A Terraform plan is worth a thousand code review comments. Wire it into your CI so that every pull request posts the plan output as a PR comment, and terraform apply runs only on merge to main.

# GitHub Actions sketch
name: Terraform Plan
on:
  pull_request:
    paths:
      - 'infra/**'

jobs:
  plan:
    runs-on: ubuntu-latest
    steps:
      - uses: actions/checkout@v4
      - uses: hashicorp/setup-terraform@v3
      - run: terraform init
      - id: plan
        run: terraform plan -no-color -out=plan.tfplan
      - uses: actions/github-script@v7
        with:
          script: |
            const output = `### Terraform Plan\n\`\`\`\n${plan.stdout}\n\`\`\``;
            github.rest.issues.createComment({
              issue_number: context.issue.number,
              owner: context.repo.owner,
              repo: context.repo.repo,
              body: output
            });
Enter fullscreen mode Exit fullscreen mode

This catches drift before it reaches production. It also means the person reviewing your PR can see exactly what infrastructure changes your code will make—no guessing, no "seems fine, ship it."

6. Use moved Blocks Instead of State Surgery

Terraform 1.1 introduced moved blocks, and they replaced the most terrifying operation in the Terraform workflow: terraform state mv.

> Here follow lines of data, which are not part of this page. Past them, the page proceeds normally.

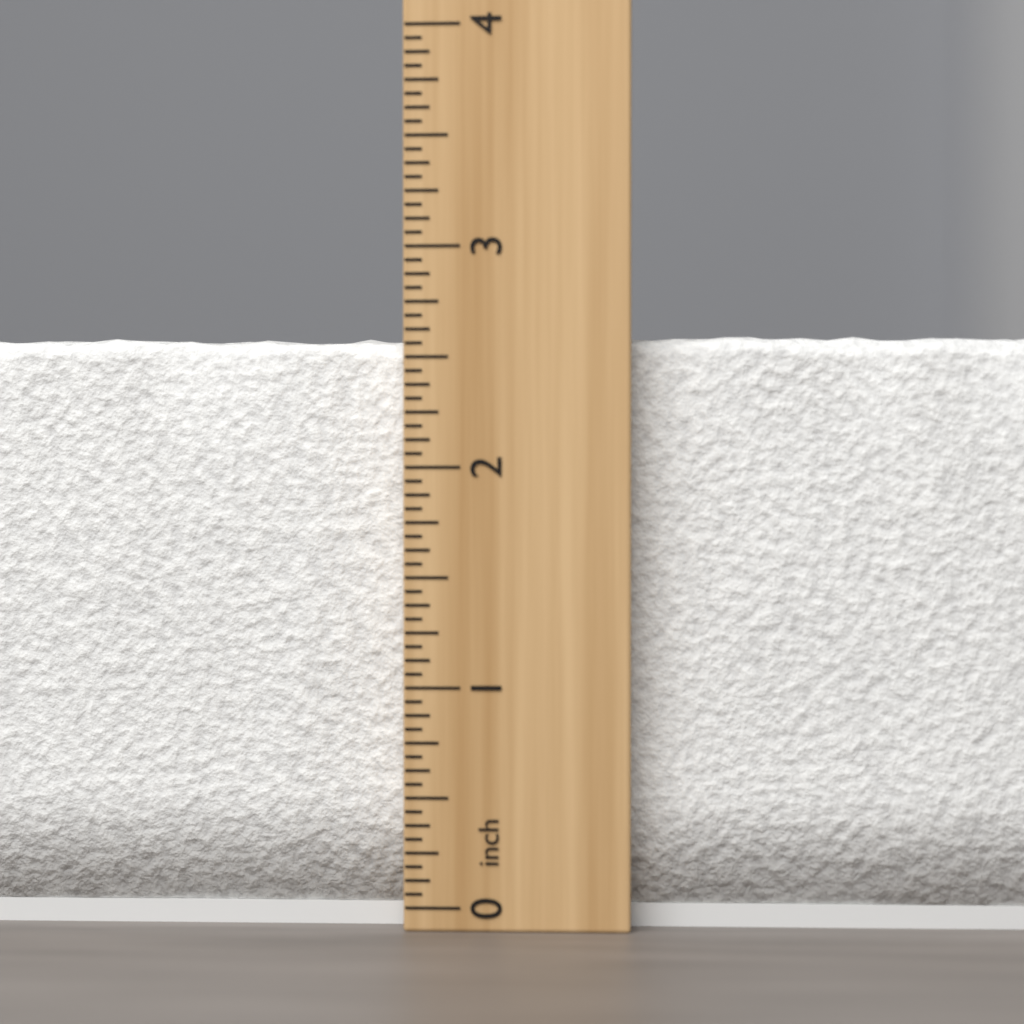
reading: 2.6250 inch
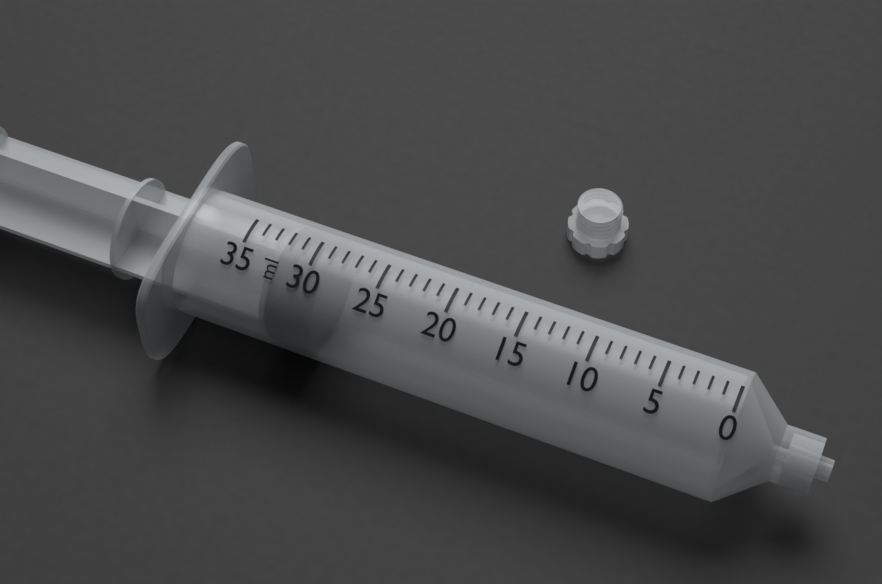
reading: 29 ml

Before moved blocks, renaming a resource or moving it into a module meant carefully running state manipulation commands. Get it wrong and Terraform would destroy the old resource and create a new one—fine for a security group, catastrophic for a database.

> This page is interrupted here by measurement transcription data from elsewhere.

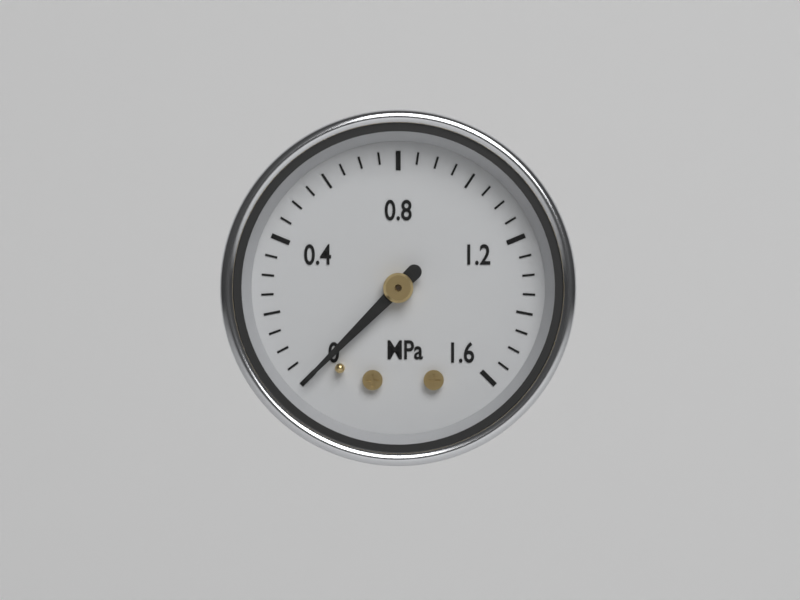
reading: 0.00 MPa
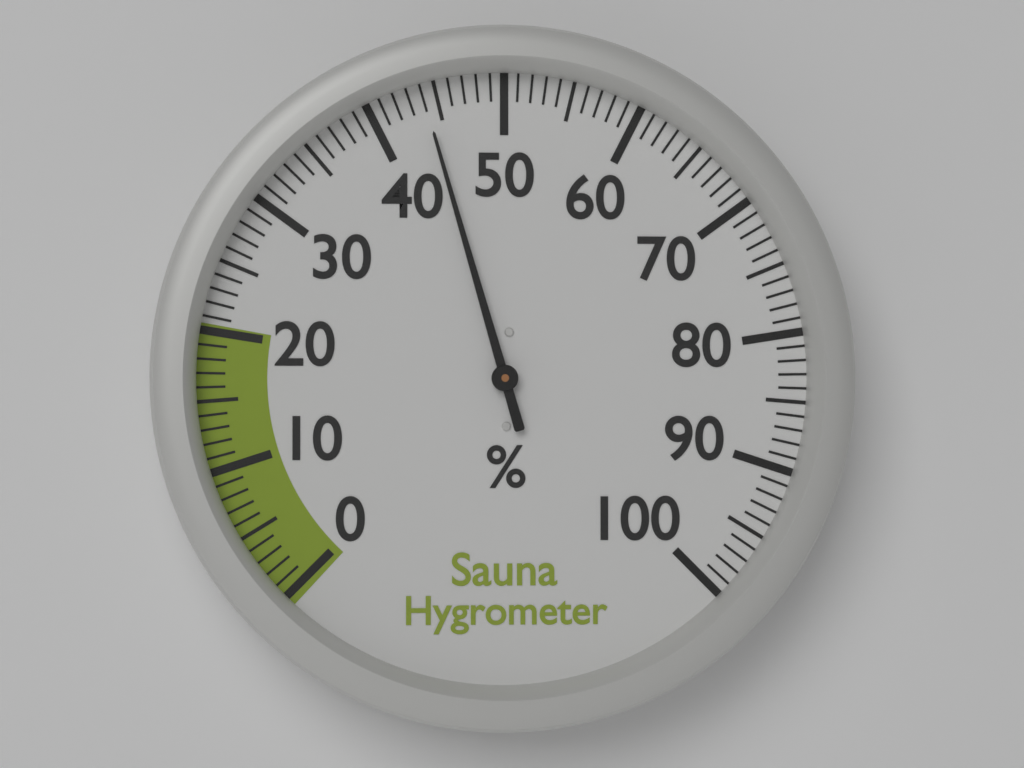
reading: 44 %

# Rename a resource without destroying it
moved {
  from = aws_instance.web_server
  to   = aws_instance.web
}

# Move into a module
moved {
  from = module.old_name
  to   = module.new_name
}
Enter fullscreen mode Exit fullscreen mode

Commit moved blocks alongside the rename. They're declarative, reviewable, and safe. After the apply succeeds and the state has migrated, you can remove them—or leave them in for documentation. They're inert once the move is complete.

7. The terraform plan Litmus Test

Here's a single rule that catches most Terraform hygiene problems: after every apply, run terraform plan again. If it doesn't come back clean ("No changes"), you have a bug.

A non-empty plan after apply means one of:

  • A resource has a computed attribute that isn't stored in state yet (common with AWS default values)
  • A data source is non-deterministic (timestamp(), uuid())
  • You have a null_resource trigger that changes every run
  • A provider default is being applied as an explicit value on the next refresh

Each of these is fixable, and each of them adds noise to real plans that should only show your actual changes. A noisy plan trains the team to ignore plan output—exactly what you don't want when someone accidentally adds force_destroy = true to an S3 bucket.

Add terraform plan -detailed-exitcode to your CI pipeline after every apply and fail the pipeline if the exit code isn't 0 (clean).


These patterns aren't theoretical—they're what's left after the tutorials end and the on-call rotations begin. Each one addresses a real failure mode I've watched teams stumble into, and each one takes almost no effort to adopt from the start.

The best time to add remote state was before your first commit. The second-best time is now.

For more infrastructure and DevOps patterns, check out The Ship Log.